I was volunteering at Habitat for Humanity in Michigan with my Scholars last week, when I was asked to submit comments to UNHRC’s Advisory Committee on the Human Rights implications of plastic pollution. This is what I tapped out on my phone amidst a busy flurry of brilliant students and happy chaos. Thanks to student Isabela Alvarado for her quick review.
I write in my personal capacity as a professor, a member of the public health community, a mother who has lost a child to environmental contamination, and the author of Poisoning Our Children: How the Petrochemical Industry Has Imperiled Every Life on Earth, forthcoming from Johns Hopkins University Press early 2027.
In addition, and foremost, as a member of the Children’s Health Protection Advisory Committee to the EPA, I am eager to draw your attention to the CHPAC’s recent letter on plastics.
Plastics harm children’s health. Plastics harm those who are most vulnerable in our societies, from families living in fenceline communities to fetuses in the womb. Pound for pound, children eat more food, drink more water, and breathe more air than adults. Young people have longer latency periods in which to develop disease. They have immature metabolizer systems so that they are effectively exposed longer to environmental chemicals they ingest, absorb, or breathe in. Children are immersed in a sea of plastic that is completely unprecedented in the history of humankind—and the world.
UCSF’s Center to End Corporate Harm has identified how the petrochemical industry is employing the tobacco industry playbook in an effort to distract from the known harms of plastic and associated chemicals. I have seen first-hand how industry representatives at the EPA and elsewhere hobble regulation of plastics and toxic chemicals and hamper research into their health harms. They disseminate disinformation and deploy red herrings. They purchase politicians and corrupt the democratic process. As a result, there is minimal regulation of chemicals in the US, including those used in plastic production, resulting in 40% of American children suffering from chronic conditions related to toxic exposures. On this, the Make Our Children Healthy Again Strategy Report and CHPAC agree.
Petrochemical industry actions have utterly violated the human right to bodily autonomy via ubiquitous toxic trespass. When 100% of placentas are testing positive for microplastics, it becomes impossible for any individual to refuse exposure to plastics and their associated chemicals from conception onwards. Even those who make efforts to avoid plastic products are exposed to nano-and microplastics in soil, air, food, and water, and early studies on harms are alarming, to say the least.
More than sixty years ago, Rachel Carson argued that people should have a right not to be involuntarily poisoned in their own homes. My family’s right to life, liberty, and security of person was grossly violated by exposure to toxic chemicals in our home without our knowledge or permission. My daughter Katherine died from leukemia that we have every reason to believe was caused by those exposures. Now, every person’s right to bodily autonomy is likewise violated, by plastics and the chemicals loosely bound within polymers.
Please refer to the recommendations in the CHPAC letter. Under my own aegis, I would add that I do not believe that industry representatives and lobbyists should be appointed as voting members of federal advisory committees, nor agencies that purport to regulate the industries they represent.
I further recommend that to the extent possible, the right to a clean environment, freedom from toxic trespass, and the precautionary principle be codified into international standards.
The best way to protect children is to eliminate the most toxic formulations and reduce plastic use and production to essential uses. It is inherently wrong that this generation’s conveniences are permanently poisoning every ecosystem on Earth and every future generation of children. From the perspective of children alive today, the intergenerational injustice of plastics will be unforgivable.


## ASSIGNED TASK
Word for word, retype every record in the listing.

=== Begin Enclosure ===

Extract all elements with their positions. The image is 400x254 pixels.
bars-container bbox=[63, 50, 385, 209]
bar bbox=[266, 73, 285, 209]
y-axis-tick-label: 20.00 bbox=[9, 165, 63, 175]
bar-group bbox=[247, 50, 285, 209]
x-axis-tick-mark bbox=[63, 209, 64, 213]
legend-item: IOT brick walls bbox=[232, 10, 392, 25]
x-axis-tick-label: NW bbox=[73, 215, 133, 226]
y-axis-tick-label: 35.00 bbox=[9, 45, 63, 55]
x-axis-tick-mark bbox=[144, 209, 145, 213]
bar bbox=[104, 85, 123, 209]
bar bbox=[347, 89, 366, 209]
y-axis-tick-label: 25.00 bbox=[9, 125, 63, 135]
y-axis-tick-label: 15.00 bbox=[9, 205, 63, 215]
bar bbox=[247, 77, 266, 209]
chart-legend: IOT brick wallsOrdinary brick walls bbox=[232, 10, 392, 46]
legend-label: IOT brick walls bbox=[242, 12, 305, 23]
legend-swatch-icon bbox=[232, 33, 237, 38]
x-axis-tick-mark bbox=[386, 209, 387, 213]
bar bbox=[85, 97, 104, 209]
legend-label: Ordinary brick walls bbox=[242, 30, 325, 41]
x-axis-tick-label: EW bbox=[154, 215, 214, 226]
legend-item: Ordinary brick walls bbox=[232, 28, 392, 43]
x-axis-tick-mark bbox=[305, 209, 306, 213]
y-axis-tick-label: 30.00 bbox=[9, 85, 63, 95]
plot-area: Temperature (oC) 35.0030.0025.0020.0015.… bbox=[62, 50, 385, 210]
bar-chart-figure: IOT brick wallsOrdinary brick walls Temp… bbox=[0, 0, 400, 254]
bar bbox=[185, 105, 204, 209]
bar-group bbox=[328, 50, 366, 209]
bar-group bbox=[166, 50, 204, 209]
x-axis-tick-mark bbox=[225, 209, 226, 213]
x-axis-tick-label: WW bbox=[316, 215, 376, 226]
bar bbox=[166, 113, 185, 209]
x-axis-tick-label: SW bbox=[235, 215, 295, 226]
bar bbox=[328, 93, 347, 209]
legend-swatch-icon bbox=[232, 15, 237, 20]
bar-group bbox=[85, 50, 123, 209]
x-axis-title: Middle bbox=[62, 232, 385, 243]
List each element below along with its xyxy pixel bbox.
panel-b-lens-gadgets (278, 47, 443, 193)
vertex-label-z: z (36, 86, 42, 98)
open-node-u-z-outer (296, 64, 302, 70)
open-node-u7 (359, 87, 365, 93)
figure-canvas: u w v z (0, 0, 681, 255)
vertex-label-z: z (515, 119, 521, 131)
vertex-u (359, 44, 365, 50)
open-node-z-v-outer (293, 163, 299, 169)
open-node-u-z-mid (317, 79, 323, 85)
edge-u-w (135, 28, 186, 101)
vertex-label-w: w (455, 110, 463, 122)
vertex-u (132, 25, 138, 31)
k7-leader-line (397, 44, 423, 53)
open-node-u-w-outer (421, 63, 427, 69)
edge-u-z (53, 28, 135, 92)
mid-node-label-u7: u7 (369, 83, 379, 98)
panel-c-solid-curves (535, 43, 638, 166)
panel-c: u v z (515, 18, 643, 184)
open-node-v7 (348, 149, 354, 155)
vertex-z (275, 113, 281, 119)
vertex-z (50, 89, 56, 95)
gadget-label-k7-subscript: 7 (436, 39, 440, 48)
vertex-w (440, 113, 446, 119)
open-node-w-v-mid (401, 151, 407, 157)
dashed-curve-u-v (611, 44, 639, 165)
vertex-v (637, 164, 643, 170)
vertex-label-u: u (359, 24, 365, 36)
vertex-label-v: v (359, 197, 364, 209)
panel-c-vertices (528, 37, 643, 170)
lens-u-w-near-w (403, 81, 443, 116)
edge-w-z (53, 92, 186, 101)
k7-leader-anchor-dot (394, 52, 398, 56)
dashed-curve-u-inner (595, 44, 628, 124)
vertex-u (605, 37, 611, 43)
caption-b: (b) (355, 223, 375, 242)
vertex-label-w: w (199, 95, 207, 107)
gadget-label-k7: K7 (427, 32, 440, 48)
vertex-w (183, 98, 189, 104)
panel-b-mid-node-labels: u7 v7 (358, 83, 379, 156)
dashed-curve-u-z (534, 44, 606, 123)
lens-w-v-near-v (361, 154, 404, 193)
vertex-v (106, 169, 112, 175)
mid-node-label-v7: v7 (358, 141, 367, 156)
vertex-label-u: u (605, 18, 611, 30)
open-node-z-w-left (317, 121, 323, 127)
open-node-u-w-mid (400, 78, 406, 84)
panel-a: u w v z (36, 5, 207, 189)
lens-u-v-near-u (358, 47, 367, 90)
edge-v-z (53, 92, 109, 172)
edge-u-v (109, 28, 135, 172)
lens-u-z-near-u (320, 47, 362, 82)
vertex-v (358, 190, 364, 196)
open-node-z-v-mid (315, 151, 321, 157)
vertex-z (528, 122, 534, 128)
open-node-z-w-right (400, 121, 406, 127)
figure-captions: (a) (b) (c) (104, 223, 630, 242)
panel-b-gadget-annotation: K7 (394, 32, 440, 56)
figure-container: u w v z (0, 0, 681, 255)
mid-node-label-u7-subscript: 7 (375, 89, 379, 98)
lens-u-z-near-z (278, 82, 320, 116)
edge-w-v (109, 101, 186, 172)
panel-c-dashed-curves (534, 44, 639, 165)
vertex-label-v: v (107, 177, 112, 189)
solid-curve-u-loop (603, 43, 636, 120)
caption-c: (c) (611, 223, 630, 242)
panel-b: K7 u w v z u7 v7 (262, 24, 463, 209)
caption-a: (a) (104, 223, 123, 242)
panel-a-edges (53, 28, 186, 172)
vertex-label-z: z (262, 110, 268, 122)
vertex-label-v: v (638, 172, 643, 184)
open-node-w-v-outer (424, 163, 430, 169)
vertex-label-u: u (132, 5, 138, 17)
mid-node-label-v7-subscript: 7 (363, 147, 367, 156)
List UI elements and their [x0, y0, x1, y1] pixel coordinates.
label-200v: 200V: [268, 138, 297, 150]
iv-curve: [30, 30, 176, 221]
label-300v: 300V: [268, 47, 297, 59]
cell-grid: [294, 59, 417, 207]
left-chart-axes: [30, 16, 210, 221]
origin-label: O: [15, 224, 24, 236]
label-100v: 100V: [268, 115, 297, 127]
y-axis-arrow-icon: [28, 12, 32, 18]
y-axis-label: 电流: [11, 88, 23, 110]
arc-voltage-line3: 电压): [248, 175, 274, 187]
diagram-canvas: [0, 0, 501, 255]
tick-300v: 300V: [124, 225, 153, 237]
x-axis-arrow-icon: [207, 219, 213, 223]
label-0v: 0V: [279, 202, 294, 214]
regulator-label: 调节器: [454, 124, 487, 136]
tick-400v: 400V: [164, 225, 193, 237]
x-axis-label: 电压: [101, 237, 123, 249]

=== End Enclosure ===

## WRITTEN ANSWER
Extract all elements with their positions. The image is 400x254 pixels.
bars-container bbox=[63, 50, 385, 209]
bar bbox=[266, 73, 285, 209]
y-axis-tick-label: 20.00 bbox=[9, 165, 63, 175]
bar-group bbox=[247, 50, 285, 209]
x-axis-tick-mark bbox=[63, 209, 64, 213]
legend-item: IOT brick walls bbox=[232, 10, 392, 25]
x-axis-tick-label: NW bbox=[73, 215, 133, 226]
y-axis-tick-label: 35.00 bbox=[9, 45, 63, 55]
x-axis-tick-mark bbox=[144, 209, 145, 213]
bar bbox=[104, 85, 123, 209]
bar bbox=[347, 89, 366, 209]
y-axis-tick-label: 25.00 bbox=[9, 125, 63, 135]
y-axis-tick-label: 15.00 bbox=[9, 205, 63, 215]
bar bbox=[247, 77, 266, 209]
chart-legend: IOT brick wallsOrdinary brick walls bbox=[232, 10, 392, 46]
legend-label: IOT brick walls bbox=[242, 12, 305, 23]
legend-swatch-icon bbox=[232, 33, 237, 38]
x-axis-tick-mark bbox=[386, 209, 387, 213]
bar bbox=[85, 97, 104, 209]
legend-label: Ordinary brick walls bbox=[242, 30, 325, 41]
x-axis-tick-label: EW bbox=[154, 215, 214, 226]
legend-item: Ordinary brick walls bbox=[232, 28, 392, 43]
x-axis-tick-mark bbox=[305, 209, 306, 213]
y-axis-tick-label: 30.00 bbox=[9, 85, 63, 95]
plot-area: Temperature (oC) 35.0030.0025.0020.0015.… bbox=[62, 50, 385, 210]
bar-chart-figure: IOT brick wallsOrdinary brick walls Temp… bbox=[0, 0, 400, 254]
bar bbox=[185, 105, 204, 209]
bar-group bbox=[328, 50, 366, 209]
bar-group bbox=[166, 50, 204, 209]
x-axis-tick-mark bbox=[225, 209, 226, 213]
x-axis-tick-label: WW bbox=[316, 215, 376, 226]
bar bbox=[166, 113, 185, 209]
x-axis-tick-label: SW bbox=[235, 215, 295, 226]
bar bbox=[328, 93, 347, 209]
legend-swatch-icon bbox=[232, 15, 237, 20]
bar-group bbox=[85, 50, 123, 209]
x-axis-title: Middle bbox=[62, 232, 385, 243]
List each element below along with its xyxy pixel bbox.
panel-b-lens-gadgets (278, 47, 443, 193)
vertex-label-z: z (36, 86, 42, 98)
open-node-u-z-outer (296, 64, 302, 70)
open-node-u7 (359, 87, 365, 93)
figure-canvas: u w v z (0, 0, 681, 255)
vertex-label-z: z (515, 119, 521, 131)
vertex-u (359, 44, 365, 50)
open-node-z-v-outer (293, 163, 299, 169)
open-node-u-z-mid (317, 79, 323, 85)
edge-u-w (135, 28, 186, 101)
vertex-label-w: w (455, 110, 463, 122)
vertex-u (132, 25, 138, 31)
k7-leader-line (397, 44, 423, 53)
open-node-u-w-outer (421, 63, 427, 69)
edge-u-z (53, 28, 135, 92)
mid-node-label-u7: u7 (369, 83, 379, 98)
panel-c-solid-curves (535, 43, 638, 166)
panel-c: u v z (515, 18, 643, 184)
open-node-v7 (348, 149, 354, 155)
vertex-z (275, 113, 281, 119)
vertex-z (50, 89, 56, 95)
gadget-label-k7-subscript: 7 (436, 39, 440, 48)
vertex-w (440, 113, 446, 119)
open-node-w-v-mid (401, 151, 407, 157)
dashed-curve-u-v (611, 44, 639, 165)
vertex-v (637, 164, 643, 170)
vertex-label-u: u (359, 24, 365, 36)
vertex-label-v: v (359, 197, 364, 209)
panel-c-vertices (528, 37, 643, 170)
lens-u-w-near-w (403, 81, 443, 116)
edge-w-z (53, 92, 186, 101)
k7-leader-anchor-dot (394, 52, 398, 56)
dashed-curve-u-inner (595, 44, 628, 124)
vertex-u (605, 37, 611, 43)
caption-b: (b) (355, 223, 375, 242)
vertex-label-w: w (199, 95, 207, 107)
gadget-label-k7: K7 (427, 32, 440, 48)
vertex-w (183, 98, 189, 104)
panel-b-mid-node-labels: u7 v7 (358, 83, 379, 156)
dashed-curve-u-z (534, 44, 606, 123)
lens-w-v-near-v (361, 154, 404, 193)
vertex-v (106, 169, 112, 175)
mid-node-label-v7: v7 (358, 141, 367, 156)
vertex-label-u: u (605, 18, 611, 30)
open-node-z-w-left (317, 121, 323, 127)
open-node-u-w-mid (400, 78, 406, 84)
panel-a: u w v z (36, 5, 207, 189)
lens-u-v-near-u (358, 47, 367, 90)
edge-v-z (53, 92, 109, 172)
edge-u-v (109, 28, 135, 172)
lens-u-z-near-u (320, 47, 362, 82)
vertex-v (358, 190, 364, 196)
open-node-z-v-mid (315, 151, 321, 157)
vertex-z (528, 122, 534, 128)
open-node-z-w-right (400, 121, 406, 127)
figure-captions: (a) (b) (c) (104, 223, 630, 242)
panel-b-gadget-annotation: K7 (394, 32, 440, 56)
figure-container: u w v z (0, 0, 681, 255)
mid-node-label-u7-subscript: 7 (375, 89, 379, 98)
lens-u-z-near-z (278, 82, 320, 116)
edge-w-v (109, 101, 186, 172)
panel-c-dashed-curves (534, 44, 639, 165)
vertex-label-v: v (107, 177, 112, 189)
solid-curve-u-loop (603, 43, 636, 120)
caption-c: (c) (611, 223, 630, 242)
panel-b: K7 u w v z u7 v7 (262, 24, 463, 209)
caption-a: (a) (104, 223, 123, 242)
panel-a-edges (53, 28, 186, 172)
vertex-label-z: z (262, 110, 268, 122)
vertex-label-v: v (638, 172, 643, 184)
open-node-w-v-outer (424, 163, 430, 169)
vertex-label-u: u (132, 5, 138, 17)
mid-node-label-v7-subscript: 7 (363, 147, 367, 156)
List UI elements and their [x0, y0, x1, y1] pixel coordinates.
label-200v: 200V: [268, 138, 297, 150]
iv-curve: [30, 30, 176, 221]
label-300v: 300V: [268, 47, 297, 59]
cell-grid: [294, 59, 417, 207]
left-chart-axes: [30, 16, 210, 221]
origin-label: O: [15, 224, 24, 236]
label-100v: 100V: [268, 115, 297, 127]
y-axis-arrow-icon: [28, 12, 32, 18]
y-axis-label: 电流: [11, 88, 23, 110]
arc-voltage-line3: 电压): [248, 175, 274, 187]
diagram-canvas: [0, 0, 501, 255]
tick-300v: 300V: [124, 225, 153, 237]
x-axis-arrow-icon: [207, 219, 213, 223]
label-0v: 0V: [279, 202, 294, 214]
regulator-label: 调节器: [454, 124, 487, 136]
tick-400v: 400V: [164, 225, 193, 237]
x-axis-label: 电压: [101, 237, 123, 249]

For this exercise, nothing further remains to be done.